It’s hard to know where to start with all that it wrong with the Public Service Commission’s toadying decision to allow Wisconsin Power and Light give corporations a discount on their electricity rates.
Two of the commission’s three members voted to approve the plan, which is likely to result in higher utility rates for residential users. In its decision, the majority accepted flimsy evidence and indulged in some seriously flawed logic to give WPL and some of its industrial customers what they wanted. More on that in future postings.
Today’s topic is the way the commission slammed the door on full public participation in the rate-setting process. The Citizens Utility Board and Clean Wisconsin, groups that wanted to fully participate in the decision-making, were not allowed to do so. (Full disclosure – I’m on the board of CUB, which fights for reliable and affordable electricity and telephone service on behalf of Wisconsin customers. This post, though, was not vetted or approved by CUB and I’m not representing the organization here.)
There are a lot of big deals about this case. It’s a huge precedent – if corporations get rate breaks in WP&L’s service territory, you can bet your light fixtures they will be looking for them in other areas of the state as well. It’s also a big precedent procedurally – if the PSC gets away with its inadequate handling of this case, then it will be easily able to limit public participation in other cases that come before it. That would be a very, very bad thing.
The PSC did allow the groups to submit comments, but they were denied other powers that participation in a “contested case” would have allowed: legal discovery to determine the actual need for corporate utility rate breaks in the WPL service territory; development of expert testimony to identify concerns with the proposal, including potential harm to residential customers; and presentation of legal arguments.
The commission’s reasoning in limiting participation by CUB and Clean Wisconsin was ludicrous. From its final decision in the case:
Because the Commission has not yet officially voted to issue a notice for this matter, the Commission’s current review of WP&L’s proposed EDR (economic development rate) is neither a proceeding nor a docket….. the rules for intervention…do not apply until the Commission votes to open a docket.
Got that? The folks representing residential ratepayers don’t get to participate fully because the commission didn’t vote to open a docket, even though, by the way, the commission’s staff assigned a docket number. The commission also said that WP&L was simply requesting a rate decrease and that the commission traditionally has not opened a docket when a rate decrease is requested. That contention is bogus, though. WP&L was proposing an entirely new rate structure that only would reduce rates for some customers. That some, by the way, did not include residential ratepayers. You know, the people who have been out of work lately.
While those folks were muzzled during the proceedings, WPL was allowed to present its case fully, in several filings with the commission. And — surprise! — after giving full consideration to one side in the case, the commission issued a written final decision giving WPL what it wanted. Yet the commission contended in that decision:
In the case at hand, WP&L did not request the Commission open a docket when it filed its EDR proposal, and the Commission is handling this matter informally. As a result, the requests that CUB and Clean Wisconsin filed do not meet the standards for intervention….”
It’s unclear how such a formal final decision, complete with docket number, sprang from such an informal handled issue. It’s also unclear where the commission got the authority to informally handle the matter.
Commissioner Lauren Azar, in her dissent, to the decision said the informal decision-making process is not described in the laws governing utilities and the PSC.
“Because this is neither a docket nor a proceeding, the Final Decision concludes that the rules of intervention do not apply,” she wrote. “But, without knowing the legal framework and authority for an informal process, I do not know what procedural rules apply and whether the Commission followed them.”
CUB has sued the commission over the commission’s gift to WP&L’s business clients. CUB alleges in its suit, among other things, that the PSC should have allowed CUB to more fully participate in the proceedings that resulted in PSC’s kowtowing to the utility.
That suit seeks a reversal of the PSC’s decisions to slam the door in CUB’s face and to give rate breaks to business. Stay tuned.
I have been appalled at the recent behavior of the PSC. Their “give the utilities whatever they want and screw the consumer” attitude has far reaching detrimental effects to the financial appeal of Wisconsin for potential new businesses.
The PSC was noticeably silent about asking WE Energies to look inside its own operation when WE sought its most recent rate increase.
I’m convinced that each of the commissioners has a plush corporate suite waiting for him/her upon leaving the PSC. There should be a ban on this practice just as there is on people on government payrolls being banned from becoming lobbyists.
Stay on these shadowy characters like a bulldog. (Also, Doyle shares the blame for appointing them).
If you ever run for Supreme Court, I can only imagine the attack ads. And Louis Butler thought he had problems with his former clients.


## Problem to solve:
Only the lines below from the one containing "Image is 644x312 pixels." through the one containing "Image is 633x348 pixels." belong in the answer, set down exactly, with the pictures left out.

□ □ □ □ □

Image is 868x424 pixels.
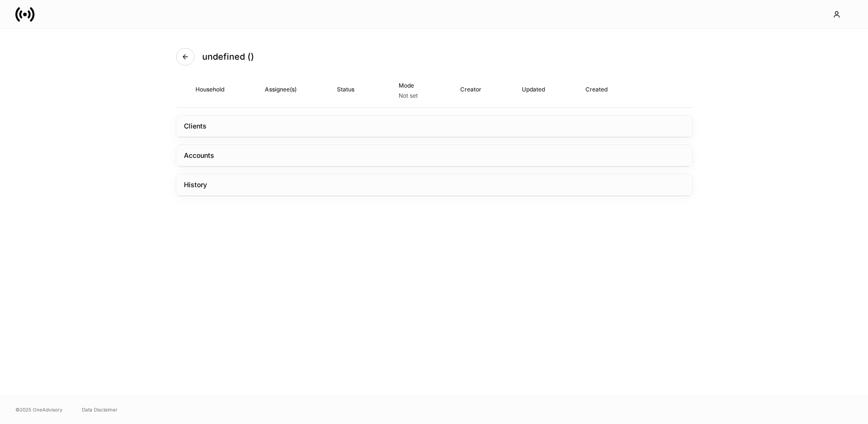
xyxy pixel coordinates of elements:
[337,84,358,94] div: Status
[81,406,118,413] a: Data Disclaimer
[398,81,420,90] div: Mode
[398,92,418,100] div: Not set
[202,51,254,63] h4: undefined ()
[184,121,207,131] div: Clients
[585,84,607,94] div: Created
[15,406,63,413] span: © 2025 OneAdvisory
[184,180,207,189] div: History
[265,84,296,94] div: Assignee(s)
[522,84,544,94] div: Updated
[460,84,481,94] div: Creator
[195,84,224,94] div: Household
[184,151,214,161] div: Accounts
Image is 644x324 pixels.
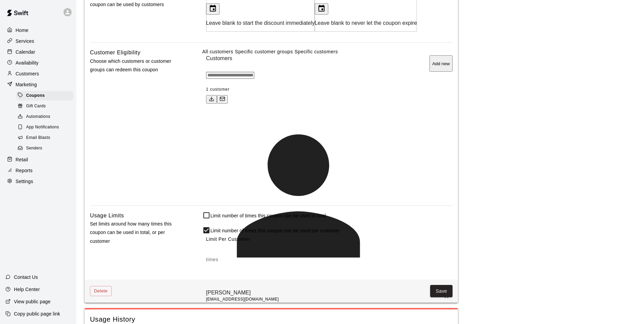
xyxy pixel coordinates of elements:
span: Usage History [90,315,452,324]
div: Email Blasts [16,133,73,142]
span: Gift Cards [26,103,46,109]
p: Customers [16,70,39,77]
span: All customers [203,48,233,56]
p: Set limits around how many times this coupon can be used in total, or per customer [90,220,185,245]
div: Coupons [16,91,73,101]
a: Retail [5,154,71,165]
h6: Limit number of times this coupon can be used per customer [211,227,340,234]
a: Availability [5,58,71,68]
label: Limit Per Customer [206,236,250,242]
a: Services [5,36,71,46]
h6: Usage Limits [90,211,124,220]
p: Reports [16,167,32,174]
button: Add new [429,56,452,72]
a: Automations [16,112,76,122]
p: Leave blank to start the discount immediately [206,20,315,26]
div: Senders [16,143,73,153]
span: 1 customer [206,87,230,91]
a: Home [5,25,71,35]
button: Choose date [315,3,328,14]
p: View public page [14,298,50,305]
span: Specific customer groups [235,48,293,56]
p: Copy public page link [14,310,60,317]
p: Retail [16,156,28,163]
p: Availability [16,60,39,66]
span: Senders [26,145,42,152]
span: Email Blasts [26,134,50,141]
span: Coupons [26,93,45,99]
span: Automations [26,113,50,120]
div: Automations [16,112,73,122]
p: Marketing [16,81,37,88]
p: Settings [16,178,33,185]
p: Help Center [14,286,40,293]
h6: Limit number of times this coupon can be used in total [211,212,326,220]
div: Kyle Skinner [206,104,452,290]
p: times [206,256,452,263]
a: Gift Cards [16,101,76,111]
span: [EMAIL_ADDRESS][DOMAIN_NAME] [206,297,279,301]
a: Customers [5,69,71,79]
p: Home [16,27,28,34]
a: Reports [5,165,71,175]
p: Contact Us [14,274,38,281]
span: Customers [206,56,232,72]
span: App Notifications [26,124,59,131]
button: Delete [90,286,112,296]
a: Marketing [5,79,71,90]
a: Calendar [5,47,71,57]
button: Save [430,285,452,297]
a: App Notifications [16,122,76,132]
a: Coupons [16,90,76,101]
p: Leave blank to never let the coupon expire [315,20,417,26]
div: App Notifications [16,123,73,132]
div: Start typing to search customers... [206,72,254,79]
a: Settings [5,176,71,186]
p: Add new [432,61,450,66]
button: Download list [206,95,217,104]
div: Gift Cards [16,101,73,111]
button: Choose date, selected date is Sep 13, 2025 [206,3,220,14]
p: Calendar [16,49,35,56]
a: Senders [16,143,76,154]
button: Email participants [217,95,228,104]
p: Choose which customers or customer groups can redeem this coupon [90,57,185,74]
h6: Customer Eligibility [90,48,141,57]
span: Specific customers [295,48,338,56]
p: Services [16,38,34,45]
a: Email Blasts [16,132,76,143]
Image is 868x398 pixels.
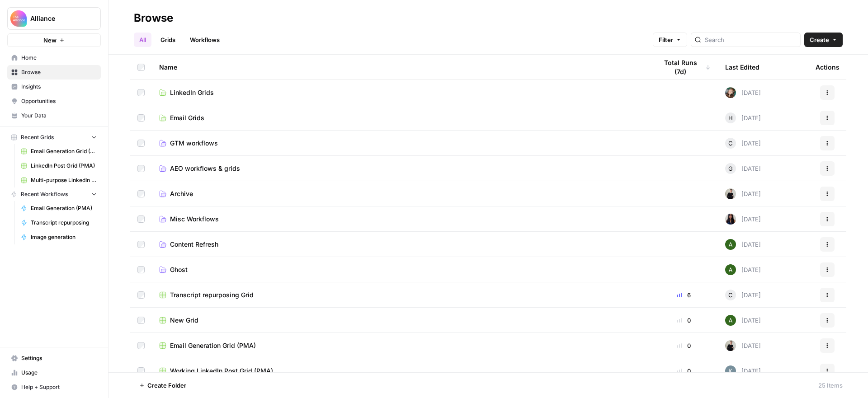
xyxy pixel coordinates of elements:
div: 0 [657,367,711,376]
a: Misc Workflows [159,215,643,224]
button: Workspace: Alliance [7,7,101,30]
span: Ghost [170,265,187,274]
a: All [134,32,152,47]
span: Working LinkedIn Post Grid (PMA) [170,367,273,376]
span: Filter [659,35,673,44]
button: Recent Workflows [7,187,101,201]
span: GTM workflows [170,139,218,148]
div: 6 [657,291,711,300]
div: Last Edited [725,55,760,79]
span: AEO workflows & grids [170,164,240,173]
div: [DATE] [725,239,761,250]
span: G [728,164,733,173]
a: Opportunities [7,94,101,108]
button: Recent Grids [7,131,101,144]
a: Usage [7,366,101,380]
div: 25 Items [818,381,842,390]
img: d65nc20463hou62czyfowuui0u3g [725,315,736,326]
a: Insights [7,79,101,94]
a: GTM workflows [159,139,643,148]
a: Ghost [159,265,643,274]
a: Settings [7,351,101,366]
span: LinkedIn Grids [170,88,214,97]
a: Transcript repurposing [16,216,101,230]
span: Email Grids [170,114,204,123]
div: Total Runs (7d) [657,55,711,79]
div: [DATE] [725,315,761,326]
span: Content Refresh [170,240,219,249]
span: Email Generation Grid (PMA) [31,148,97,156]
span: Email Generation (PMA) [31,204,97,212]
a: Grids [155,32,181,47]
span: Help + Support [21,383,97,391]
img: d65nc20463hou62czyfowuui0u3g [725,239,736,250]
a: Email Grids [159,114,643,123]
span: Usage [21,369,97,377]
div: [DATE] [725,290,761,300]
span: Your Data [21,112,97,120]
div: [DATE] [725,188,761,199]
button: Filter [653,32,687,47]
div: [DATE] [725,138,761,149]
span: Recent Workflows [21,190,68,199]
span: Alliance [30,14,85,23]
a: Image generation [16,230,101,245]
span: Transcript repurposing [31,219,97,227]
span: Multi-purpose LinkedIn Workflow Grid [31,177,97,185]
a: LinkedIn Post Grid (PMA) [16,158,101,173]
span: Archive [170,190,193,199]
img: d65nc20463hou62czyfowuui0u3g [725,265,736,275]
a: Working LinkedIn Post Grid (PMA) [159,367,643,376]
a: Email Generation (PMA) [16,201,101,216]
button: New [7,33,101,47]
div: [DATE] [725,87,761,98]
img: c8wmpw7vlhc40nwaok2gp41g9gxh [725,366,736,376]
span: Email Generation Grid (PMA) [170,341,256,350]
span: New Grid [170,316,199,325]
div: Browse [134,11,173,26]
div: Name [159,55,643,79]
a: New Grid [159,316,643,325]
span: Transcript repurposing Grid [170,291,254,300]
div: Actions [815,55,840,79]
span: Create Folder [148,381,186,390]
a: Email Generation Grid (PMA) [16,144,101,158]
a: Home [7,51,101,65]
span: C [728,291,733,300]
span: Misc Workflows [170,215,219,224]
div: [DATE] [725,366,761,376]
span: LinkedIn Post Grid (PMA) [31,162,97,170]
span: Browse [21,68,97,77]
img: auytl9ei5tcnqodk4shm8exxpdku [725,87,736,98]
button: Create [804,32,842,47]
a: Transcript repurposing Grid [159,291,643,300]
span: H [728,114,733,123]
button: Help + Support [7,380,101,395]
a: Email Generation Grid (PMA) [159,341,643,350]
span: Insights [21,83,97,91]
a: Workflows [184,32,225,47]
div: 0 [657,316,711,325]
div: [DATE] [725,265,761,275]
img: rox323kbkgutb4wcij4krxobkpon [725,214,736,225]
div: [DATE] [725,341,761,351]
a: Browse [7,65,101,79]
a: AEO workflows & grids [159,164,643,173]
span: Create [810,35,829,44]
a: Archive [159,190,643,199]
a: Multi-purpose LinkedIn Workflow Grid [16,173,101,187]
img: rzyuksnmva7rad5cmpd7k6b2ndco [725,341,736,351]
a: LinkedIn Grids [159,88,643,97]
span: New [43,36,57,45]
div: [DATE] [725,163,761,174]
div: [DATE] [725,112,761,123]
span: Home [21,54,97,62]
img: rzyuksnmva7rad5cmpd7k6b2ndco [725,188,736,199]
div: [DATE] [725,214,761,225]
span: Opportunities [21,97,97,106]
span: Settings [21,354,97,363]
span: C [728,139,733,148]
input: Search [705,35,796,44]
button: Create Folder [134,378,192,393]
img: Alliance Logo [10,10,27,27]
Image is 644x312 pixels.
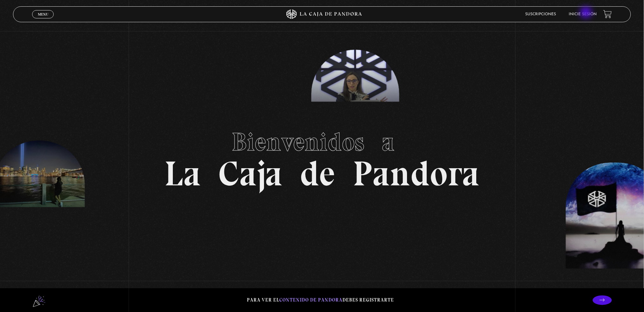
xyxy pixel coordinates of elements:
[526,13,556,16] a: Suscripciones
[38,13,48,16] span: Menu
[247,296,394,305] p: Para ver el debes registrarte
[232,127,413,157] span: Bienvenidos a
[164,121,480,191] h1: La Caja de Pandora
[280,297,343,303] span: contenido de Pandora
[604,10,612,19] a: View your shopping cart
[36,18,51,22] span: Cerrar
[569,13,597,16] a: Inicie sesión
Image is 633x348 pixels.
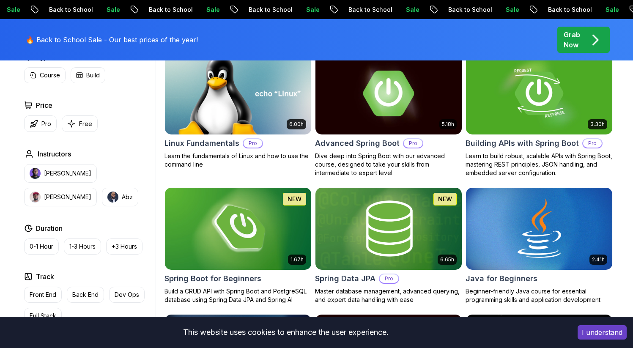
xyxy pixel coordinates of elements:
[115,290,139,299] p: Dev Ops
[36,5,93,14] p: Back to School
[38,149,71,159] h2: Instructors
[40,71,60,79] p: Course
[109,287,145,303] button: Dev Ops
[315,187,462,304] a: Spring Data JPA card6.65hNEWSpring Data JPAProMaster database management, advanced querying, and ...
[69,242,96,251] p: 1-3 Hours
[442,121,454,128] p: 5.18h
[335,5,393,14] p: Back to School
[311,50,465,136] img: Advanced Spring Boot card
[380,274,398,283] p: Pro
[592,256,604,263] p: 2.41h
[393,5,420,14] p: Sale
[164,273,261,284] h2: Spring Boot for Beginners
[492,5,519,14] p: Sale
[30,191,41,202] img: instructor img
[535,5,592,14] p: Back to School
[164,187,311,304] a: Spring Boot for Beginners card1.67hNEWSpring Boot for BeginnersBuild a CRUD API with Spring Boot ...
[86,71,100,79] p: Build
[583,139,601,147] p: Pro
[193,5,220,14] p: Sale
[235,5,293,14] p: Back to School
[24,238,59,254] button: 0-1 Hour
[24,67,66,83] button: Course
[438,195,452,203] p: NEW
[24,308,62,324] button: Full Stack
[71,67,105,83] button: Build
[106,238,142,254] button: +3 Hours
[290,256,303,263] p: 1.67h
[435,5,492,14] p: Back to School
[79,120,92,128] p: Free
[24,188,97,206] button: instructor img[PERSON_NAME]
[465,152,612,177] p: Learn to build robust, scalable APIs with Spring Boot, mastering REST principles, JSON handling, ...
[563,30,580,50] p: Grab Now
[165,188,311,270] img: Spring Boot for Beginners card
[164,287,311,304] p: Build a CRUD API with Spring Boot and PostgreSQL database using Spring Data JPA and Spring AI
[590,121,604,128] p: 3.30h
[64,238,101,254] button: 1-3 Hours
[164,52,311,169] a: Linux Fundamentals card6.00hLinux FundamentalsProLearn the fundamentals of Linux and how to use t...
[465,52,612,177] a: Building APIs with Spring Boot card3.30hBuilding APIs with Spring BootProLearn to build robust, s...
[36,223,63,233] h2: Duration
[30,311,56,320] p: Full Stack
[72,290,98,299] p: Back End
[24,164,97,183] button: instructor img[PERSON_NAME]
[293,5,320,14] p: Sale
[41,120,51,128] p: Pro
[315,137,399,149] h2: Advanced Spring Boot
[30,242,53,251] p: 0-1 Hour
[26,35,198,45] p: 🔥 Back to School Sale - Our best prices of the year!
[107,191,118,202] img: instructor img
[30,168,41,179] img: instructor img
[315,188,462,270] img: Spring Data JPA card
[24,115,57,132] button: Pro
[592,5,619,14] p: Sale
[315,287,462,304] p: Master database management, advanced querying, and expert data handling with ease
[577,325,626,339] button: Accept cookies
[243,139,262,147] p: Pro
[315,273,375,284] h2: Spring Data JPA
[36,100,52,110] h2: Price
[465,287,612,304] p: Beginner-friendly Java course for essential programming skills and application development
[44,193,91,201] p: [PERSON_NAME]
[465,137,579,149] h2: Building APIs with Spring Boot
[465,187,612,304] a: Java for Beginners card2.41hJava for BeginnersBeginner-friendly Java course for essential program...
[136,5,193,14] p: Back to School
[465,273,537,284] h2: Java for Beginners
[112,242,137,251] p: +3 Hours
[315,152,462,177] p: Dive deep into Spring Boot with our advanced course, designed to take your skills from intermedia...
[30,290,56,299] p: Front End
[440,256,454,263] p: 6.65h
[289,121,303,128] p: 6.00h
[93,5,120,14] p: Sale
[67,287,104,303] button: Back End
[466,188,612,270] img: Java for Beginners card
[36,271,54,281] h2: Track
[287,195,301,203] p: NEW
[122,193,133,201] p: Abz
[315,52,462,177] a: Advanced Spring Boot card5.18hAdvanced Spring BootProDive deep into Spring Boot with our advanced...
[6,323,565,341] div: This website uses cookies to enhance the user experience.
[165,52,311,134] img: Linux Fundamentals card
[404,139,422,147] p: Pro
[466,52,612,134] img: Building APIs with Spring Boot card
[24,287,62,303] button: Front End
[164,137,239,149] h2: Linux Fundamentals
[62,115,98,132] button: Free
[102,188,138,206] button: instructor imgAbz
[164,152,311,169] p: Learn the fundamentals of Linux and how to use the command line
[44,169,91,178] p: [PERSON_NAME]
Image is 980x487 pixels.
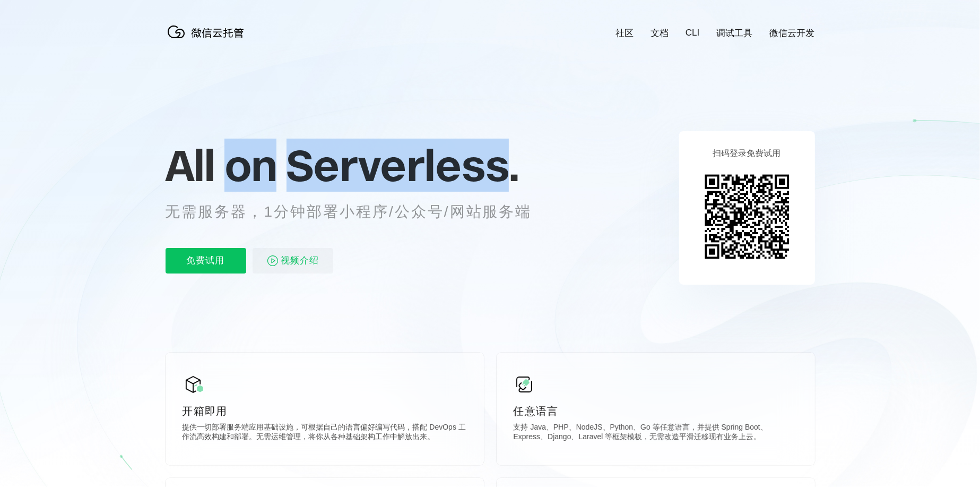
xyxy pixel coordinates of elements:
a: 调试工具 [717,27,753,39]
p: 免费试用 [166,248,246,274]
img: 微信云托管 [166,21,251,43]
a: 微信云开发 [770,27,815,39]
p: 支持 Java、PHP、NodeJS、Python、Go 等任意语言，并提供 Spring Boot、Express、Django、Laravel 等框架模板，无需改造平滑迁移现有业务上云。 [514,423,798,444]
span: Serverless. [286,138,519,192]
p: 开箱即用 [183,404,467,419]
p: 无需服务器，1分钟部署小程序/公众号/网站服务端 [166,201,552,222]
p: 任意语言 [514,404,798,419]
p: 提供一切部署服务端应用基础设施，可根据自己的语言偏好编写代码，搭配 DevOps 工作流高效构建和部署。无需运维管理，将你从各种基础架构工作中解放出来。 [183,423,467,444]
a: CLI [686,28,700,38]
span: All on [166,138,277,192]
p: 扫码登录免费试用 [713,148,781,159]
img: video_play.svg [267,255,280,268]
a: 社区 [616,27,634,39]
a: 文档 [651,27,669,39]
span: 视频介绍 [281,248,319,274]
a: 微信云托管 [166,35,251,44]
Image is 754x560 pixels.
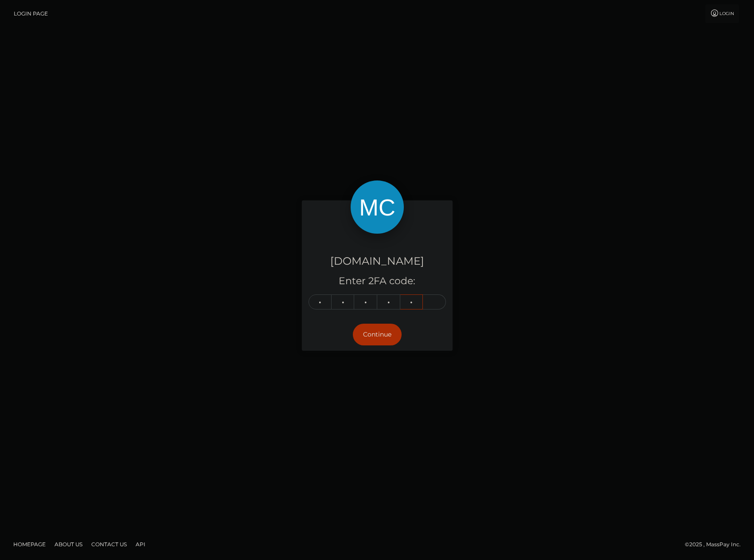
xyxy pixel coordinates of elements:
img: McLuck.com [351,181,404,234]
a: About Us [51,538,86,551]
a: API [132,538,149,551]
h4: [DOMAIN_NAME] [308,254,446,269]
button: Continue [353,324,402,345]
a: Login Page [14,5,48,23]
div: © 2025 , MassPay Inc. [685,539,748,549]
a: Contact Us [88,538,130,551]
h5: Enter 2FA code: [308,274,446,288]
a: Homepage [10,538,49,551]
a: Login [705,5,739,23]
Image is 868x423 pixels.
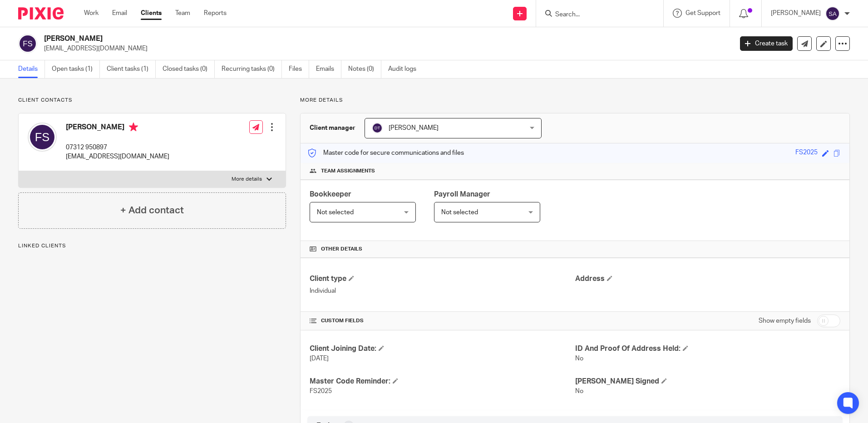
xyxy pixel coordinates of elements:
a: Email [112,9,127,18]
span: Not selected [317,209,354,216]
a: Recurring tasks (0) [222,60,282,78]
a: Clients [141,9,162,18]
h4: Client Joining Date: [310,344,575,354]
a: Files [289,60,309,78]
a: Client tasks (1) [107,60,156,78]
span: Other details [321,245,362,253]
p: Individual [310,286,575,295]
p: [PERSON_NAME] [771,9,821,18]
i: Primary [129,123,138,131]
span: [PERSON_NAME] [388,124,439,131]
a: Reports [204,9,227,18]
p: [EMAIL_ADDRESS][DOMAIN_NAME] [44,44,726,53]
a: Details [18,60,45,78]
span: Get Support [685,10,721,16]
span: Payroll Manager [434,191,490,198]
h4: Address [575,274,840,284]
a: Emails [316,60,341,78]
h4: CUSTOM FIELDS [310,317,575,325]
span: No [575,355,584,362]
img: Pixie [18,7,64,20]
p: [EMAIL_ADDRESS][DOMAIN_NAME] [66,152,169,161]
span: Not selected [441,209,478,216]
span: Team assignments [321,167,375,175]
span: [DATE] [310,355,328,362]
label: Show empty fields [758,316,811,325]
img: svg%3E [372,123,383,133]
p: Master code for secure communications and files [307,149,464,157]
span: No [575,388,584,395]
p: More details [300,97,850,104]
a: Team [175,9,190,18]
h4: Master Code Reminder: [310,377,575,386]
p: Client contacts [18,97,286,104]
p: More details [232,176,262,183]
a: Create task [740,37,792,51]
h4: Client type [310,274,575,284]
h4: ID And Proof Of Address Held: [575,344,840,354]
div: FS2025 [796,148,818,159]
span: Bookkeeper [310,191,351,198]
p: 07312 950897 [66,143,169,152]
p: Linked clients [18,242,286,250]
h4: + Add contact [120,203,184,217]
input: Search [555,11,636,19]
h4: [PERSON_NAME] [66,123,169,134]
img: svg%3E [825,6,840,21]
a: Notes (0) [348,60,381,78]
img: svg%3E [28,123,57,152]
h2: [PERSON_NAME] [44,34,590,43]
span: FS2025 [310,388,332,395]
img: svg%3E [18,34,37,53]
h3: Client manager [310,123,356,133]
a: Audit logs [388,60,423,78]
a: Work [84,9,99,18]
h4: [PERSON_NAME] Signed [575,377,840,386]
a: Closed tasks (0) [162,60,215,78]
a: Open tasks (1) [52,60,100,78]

□ □ □ □ □

## Output of the exercise:
Image is 644x312 pixels.
xyxy pixel coordinates of elements:
[526,13,556,16] a: Suscripciones
[38,13,48,16] span: Menu
[247,296,394,305] p: Para ver el debes registrarte
[232,127,413,157] span: Bienvenidos a
[164,121,480,191] h1: La Caja de Pandora
[280,297,343,303] span: contenido de Pandora
[604,10,612,19] a: View your shopping cart
[36,18,51,22] span: Cerrar
[569,13,597,16] a: Inicie sesión
Image is 633x348 pixels.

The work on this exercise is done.